Science

It's High Time the U.S. Cloned Canada's Medical Pot Model

The great green north's streamlined pot prescription process is #weedgoals.

America’s presidential candidates have been conspicuously cagey about the status of federal medical marijuana legalization during this campaign season, suggesting that state officials are in for at least another four years of slapdash lawmaking and enforcing. In Canada, however, getting medical marijuana is a federally regulated, streamlined process akin to getting a library card or ordering an Uber. Attempting to do the same stateside can be a pain in the ass, especially if you’re in one of the the 25 states where medical pot isn’t legal.

But things might be looking up as restrictions on pot research loosen and legalization enjoys growing acceptance. In a future where the United States legalizes medical marijuana, the precedent Canada has set will guide lawmakers on what — and what not — to do. Here are the most salient lessons from the great green north.

Get National Healthcare

Medical marijuana has been legal in Canada since 2001, a year after it was decided that the historical prohibition on the drug conflicted with the nation’s Charter of Rights and Freedoms. Since then, physicians have been free to prescribe marijuana (or not) to patients, though sourcing it hasn’t always been so straightforward. The country’s centralized healthcare system, Health Canada, was originally responsible for producing and providing dried-up marijuana, but patients were briefly given the freedom to grow their own weed. When this proved too complicated to regulate in 2014, weed dispensation duties were handed off to eleven federally recognized weed distributors, which collectively control all of the medical marijuana in the country today.

Justin Trudeau's government has proposed federal legalization of medical and recreational marijuana, which may be implemented as early as April 2017.

Getty Images / Drew Angerer

Get Experts To Make Decisions

Acquiring a medical marijuana prescription is not too different from getting one for painkillers or anti-anxiety medication. That is to say, getting one largely depends on the views of your family doctor.

The official guidance of the College of Family Physicians of Canada recommends that doctors only prescribe medical pot to patients dealing with certain types of chronic pain — like cancer or diseases of the nerves — or as a medical aid, like improving appetite and deal with anorexia and nausea. Regardless of the ways pot is used casually, it isn’t recommended to treat anxiety or insomnia, and it’s not supposed to be prescribed to patients under 25. Still, the final decision is ultimately left to the physician.

Canadian physicians may prescribe pot to treat neuropathic pain, anorexia, and nausea, together with these diseases.

Get Cannabis Clinics

Doctors aren’t required, by law, to write you a prescription if they don’t believe medical marijuana will help you — and despite Canada’s weed-happy reputation, there are plenty of physicians who believe more conventional treatments will suffice — but they are obliged to direct patients to another physician who might. They are most likely to direct patients toward a walk-in cannabis clinic, like those operated by Canadian Cannabis Clinics, which, ideally, will have a physician on staff to assess patients; however, because much of the medical community is still getting used to the idea of weed as medicine, cannabis clinics have been experiencing difficulties finding doctors to join their teams.

Get Online

Cannabis clinics in rural areas or regions where pro-marijuana physicians are scarce are often equipped with a “Doc in a Box” — the medical community’s term of endearment for video-conferencing doctors, who meet with patients over a video call to assess their symptoms and listen to their vital signs via internet-equipped stethoscopes, operated by an on-site nurse.

Get Centralized

Whether you get your prescription from your physician or from a doctor at a cannabis clinic, it will ultimately be filled by one of Canada’s eleven federally approved producers. Companies like Bedrocan, Tweed, and Aphria are equipped to receive electronic prescriptions, process them, and send carefully measured doses by mail to patients. (They even do refills!)

Get Legal

Canada’s medical marijuana prescription process still has minor kinks to iron out, but it’s very likely those will be moot come April 2017. The federal legalization of all weed has been rumored since Justin Trudeau’s government announced in April that it would roll out a new marijuana policy, and its implementation would result in pot being treated essentially like alcohol: licensed by the federal government but supplied by private producers and available to all citizens over legal marijuana age.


What this task involves ▸
Using the records below, find every line that includes "rate" and copy it.

Data entries:
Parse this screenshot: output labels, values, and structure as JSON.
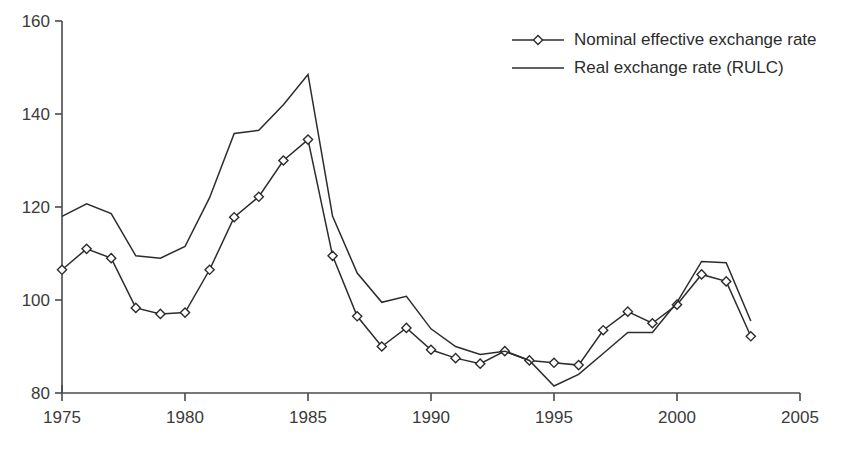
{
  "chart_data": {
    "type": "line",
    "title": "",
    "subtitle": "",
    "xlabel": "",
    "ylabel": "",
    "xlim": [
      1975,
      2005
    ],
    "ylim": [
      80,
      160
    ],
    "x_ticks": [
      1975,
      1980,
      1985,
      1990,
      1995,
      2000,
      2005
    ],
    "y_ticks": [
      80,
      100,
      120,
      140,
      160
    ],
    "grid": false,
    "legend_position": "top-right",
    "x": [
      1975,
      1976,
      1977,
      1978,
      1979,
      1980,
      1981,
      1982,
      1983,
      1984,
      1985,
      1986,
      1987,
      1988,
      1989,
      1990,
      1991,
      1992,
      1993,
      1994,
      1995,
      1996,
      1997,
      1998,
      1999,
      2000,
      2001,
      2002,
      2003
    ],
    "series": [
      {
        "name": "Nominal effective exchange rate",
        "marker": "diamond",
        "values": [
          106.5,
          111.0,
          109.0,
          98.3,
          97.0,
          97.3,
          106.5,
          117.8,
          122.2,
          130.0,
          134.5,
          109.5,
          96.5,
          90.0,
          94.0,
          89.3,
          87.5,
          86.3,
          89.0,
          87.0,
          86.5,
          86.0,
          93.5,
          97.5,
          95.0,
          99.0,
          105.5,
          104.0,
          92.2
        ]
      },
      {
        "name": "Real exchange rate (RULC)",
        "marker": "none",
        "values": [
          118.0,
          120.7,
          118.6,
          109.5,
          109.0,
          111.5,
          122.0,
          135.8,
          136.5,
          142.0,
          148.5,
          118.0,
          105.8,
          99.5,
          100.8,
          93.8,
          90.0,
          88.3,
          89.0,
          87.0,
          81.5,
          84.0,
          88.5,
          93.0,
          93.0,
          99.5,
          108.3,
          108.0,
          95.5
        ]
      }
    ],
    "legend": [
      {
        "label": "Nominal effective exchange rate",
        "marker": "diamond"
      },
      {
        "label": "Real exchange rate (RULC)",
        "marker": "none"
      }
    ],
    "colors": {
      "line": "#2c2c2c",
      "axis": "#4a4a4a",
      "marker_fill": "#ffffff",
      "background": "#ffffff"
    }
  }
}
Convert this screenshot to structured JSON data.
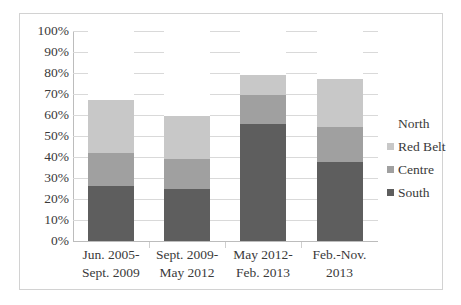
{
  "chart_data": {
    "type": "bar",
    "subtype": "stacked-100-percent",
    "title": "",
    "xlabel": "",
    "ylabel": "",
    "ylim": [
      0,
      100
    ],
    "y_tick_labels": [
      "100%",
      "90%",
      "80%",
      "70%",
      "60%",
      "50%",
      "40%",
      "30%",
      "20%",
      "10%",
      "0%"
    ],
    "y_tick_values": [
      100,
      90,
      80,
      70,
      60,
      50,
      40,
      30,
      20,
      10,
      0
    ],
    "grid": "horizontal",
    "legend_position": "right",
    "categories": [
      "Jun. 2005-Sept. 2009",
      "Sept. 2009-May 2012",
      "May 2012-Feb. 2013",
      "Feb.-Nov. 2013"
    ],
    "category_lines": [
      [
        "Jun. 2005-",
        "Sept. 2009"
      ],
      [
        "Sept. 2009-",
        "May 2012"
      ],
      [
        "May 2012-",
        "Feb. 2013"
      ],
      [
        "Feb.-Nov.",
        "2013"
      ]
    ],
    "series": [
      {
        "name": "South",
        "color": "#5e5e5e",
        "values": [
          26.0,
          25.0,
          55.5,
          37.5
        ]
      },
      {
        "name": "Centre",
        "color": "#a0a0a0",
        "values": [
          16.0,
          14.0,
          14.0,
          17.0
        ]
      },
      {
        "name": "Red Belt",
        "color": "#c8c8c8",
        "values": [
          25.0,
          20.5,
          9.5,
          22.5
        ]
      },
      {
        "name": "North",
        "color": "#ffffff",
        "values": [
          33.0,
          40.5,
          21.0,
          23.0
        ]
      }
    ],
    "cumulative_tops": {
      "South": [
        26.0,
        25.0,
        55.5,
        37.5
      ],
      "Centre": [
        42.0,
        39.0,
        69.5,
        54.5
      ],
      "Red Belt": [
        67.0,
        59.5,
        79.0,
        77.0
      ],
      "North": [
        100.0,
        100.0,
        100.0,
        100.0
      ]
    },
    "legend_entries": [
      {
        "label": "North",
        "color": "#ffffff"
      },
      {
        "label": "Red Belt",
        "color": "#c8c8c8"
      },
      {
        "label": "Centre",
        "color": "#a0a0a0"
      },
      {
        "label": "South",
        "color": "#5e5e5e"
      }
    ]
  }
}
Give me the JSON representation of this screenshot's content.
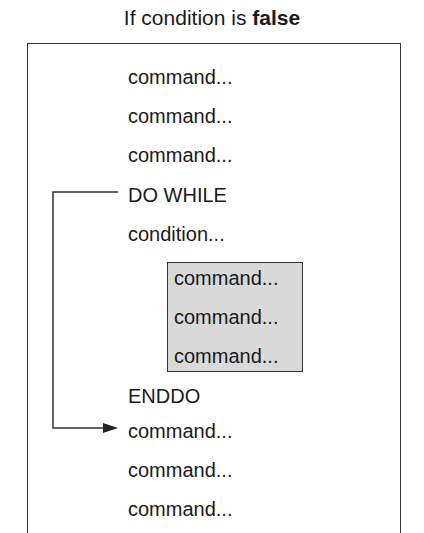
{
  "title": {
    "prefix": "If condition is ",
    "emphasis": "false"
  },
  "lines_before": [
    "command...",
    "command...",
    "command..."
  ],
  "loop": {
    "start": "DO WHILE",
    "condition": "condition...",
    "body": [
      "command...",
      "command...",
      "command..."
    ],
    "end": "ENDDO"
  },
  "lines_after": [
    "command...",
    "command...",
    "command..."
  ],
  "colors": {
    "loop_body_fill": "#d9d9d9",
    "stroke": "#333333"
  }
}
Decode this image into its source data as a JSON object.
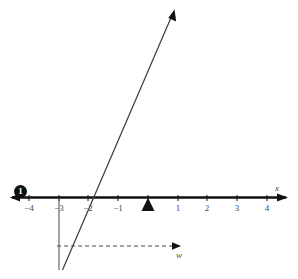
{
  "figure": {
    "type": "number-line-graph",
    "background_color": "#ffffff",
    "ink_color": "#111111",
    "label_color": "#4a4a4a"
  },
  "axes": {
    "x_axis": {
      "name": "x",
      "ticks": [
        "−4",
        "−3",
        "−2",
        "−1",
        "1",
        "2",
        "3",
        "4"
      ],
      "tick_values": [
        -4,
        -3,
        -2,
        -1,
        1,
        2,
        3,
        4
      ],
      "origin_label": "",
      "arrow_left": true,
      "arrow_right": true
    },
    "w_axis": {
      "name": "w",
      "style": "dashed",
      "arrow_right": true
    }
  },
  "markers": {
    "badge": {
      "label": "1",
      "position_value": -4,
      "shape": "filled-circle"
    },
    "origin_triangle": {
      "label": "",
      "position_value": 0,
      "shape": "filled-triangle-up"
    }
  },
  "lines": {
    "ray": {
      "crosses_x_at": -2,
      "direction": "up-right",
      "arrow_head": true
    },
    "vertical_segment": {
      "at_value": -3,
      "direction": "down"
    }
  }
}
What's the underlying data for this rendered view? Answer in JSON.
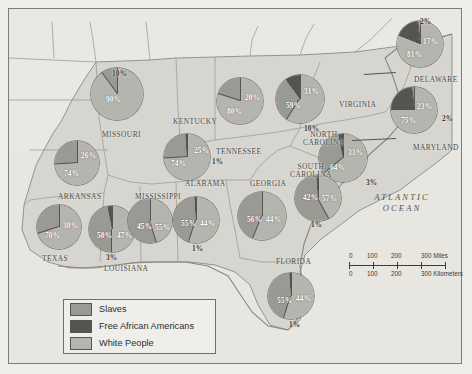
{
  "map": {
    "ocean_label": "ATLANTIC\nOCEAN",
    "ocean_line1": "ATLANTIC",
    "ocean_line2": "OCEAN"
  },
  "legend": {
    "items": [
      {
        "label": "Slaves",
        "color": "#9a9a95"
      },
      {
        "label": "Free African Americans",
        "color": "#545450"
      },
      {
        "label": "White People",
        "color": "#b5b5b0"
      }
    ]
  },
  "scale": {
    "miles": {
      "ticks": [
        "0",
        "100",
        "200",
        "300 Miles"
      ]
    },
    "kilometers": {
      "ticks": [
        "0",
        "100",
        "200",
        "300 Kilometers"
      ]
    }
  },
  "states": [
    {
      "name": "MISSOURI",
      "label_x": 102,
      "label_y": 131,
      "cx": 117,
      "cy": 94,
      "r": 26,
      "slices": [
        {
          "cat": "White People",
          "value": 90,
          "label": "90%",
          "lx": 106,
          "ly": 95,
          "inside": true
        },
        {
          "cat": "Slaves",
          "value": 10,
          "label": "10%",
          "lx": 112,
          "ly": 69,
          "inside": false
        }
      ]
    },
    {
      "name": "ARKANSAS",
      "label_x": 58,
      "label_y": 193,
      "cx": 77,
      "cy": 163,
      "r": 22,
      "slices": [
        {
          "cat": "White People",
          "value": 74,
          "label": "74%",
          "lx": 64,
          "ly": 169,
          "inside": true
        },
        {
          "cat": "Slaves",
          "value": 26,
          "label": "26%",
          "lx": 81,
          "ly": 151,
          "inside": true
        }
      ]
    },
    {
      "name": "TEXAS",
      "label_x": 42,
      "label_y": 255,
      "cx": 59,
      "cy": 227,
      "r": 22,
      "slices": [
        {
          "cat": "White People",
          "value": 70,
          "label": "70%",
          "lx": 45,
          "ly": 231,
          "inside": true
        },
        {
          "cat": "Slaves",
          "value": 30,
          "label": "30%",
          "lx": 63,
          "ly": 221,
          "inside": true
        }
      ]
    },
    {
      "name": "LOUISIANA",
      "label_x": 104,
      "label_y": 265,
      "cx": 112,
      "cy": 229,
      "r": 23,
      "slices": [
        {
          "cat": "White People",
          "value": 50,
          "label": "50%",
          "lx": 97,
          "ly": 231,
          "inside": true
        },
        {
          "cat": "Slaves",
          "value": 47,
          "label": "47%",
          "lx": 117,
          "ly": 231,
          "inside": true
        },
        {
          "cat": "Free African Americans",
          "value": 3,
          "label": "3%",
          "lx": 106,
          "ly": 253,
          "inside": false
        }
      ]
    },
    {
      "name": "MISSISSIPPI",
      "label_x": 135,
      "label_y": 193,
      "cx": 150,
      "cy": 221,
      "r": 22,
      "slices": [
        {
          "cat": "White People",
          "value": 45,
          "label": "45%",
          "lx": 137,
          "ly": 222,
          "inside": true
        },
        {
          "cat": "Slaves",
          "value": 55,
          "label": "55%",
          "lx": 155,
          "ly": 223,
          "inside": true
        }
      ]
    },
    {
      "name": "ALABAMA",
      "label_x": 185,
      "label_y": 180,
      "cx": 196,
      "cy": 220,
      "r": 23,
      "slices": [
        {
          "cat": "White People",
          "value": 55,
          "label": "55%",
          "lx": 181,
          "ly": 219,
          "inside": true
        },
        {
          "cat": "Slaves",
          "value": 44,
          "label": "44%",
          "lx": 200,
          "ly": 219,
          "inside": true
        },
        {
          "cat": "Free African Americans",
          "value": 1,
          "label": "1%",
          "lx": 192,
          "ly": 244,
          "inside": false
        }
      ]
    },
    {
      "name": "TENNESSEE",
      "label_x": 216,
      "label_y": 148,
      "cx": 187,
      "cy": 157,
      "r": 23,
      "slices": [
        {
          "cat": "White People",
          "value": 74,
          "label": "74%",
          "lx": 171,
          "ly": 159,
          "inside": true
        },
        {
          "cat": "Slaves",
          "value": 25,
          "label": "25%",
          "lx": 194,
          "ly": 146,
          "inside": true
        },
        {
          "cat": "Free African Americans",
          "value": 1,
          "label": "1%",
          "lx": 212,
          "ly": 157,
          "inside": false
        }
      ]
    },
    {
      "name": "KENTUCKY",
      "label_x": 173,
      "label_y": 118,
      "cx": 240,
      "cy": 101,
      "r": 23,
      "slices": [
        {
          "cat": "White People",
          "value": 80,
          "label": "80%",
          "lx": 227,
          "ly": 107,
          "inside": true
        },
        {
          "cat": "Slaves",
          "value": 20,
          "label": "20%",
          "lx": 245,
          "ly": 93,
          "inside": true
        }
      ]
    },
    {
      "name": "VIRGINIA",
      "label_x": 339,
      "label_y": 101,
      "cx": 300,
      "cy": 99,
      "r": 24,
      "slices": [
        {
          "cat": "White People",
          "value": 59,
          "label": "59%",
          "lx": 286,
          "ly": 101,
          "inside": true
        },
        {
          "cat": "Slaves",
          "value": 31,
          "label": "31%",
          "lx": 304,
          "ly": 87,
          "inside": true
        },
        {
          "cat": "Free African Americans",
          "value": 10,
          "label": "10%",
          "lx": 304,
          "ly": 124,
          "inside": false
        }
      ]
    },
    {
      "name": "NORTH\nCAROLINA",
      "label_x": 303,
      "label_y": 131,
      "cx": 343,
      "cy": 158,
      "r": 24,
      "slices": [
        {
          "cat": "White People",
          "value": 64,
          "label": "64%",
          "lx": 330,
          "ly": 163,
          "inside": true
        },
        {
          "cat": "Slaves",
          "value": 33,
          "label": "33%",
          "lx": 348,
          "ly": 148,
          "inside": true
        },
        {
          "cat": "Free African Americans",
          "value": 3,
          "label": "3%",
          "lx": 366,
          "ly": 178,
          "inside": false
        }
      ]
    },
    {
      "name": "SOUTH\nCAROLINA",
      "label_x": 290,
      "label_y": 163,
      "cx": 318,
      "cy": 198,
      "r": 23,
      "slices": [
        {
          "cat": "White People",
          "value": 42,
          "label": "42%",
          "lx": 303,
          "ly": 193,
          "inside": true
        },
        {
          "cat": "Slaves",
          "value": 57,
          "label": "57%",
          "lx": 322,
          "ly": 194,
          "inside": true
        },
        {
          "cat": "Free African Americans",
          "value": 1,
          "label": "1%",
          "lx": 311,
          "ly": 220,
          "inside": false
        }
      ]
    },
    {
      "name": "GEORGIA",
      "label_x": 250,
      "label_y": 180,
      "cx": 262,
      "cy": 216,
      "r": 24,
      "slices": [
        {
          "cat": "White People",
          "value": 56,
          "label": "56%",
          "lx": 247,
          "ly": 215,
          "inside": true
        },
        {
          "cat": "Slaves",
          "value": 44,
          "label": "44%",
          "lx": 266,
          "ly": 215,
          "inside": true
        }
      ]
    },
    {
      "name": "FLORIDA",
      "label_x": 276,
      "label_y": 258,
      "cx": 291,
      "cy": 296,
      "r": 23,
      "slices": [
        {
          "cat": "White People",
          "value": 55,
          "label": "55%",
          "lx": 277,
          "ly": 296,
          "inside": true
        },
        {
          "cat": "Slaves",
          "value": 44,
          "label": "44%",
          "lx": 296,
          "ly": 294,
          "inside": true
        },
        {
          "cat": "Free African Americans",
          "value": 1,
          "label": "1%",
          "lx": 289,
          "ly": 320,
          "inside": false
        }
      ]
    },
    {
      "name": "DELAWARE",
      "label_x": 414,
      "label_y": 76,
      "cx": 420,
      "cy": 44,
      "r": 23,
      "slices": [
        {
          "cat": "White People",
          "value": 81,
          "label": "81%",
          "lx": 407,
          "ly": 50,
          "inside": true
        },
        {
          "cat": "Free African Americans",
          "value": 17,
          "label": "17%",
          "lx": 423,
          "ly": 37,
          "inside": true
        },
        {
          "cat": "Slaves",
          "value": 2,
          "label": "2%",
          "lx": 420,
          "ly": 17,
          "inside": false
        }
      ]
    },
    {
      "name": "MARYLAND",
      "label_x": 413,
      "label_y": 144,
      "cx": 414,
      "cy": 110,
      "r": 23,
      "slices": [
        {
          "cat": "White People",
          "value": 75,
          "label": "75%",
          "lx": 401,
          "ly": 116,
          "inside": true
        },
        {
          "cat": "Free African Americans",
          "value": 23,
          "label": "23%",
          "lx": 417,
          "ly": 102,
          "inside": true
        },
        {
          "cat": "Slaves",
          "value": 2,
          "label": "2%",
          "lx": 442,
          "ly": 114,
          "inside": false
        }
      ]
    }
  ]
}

Solution for this task ▸
        "name": "Nominal effective exchange rate",
        "name": "Real exchange rate (RULC)",
        "label": "Nominal effective exchange rate",
        "label": "Real exchange rate (RULC)",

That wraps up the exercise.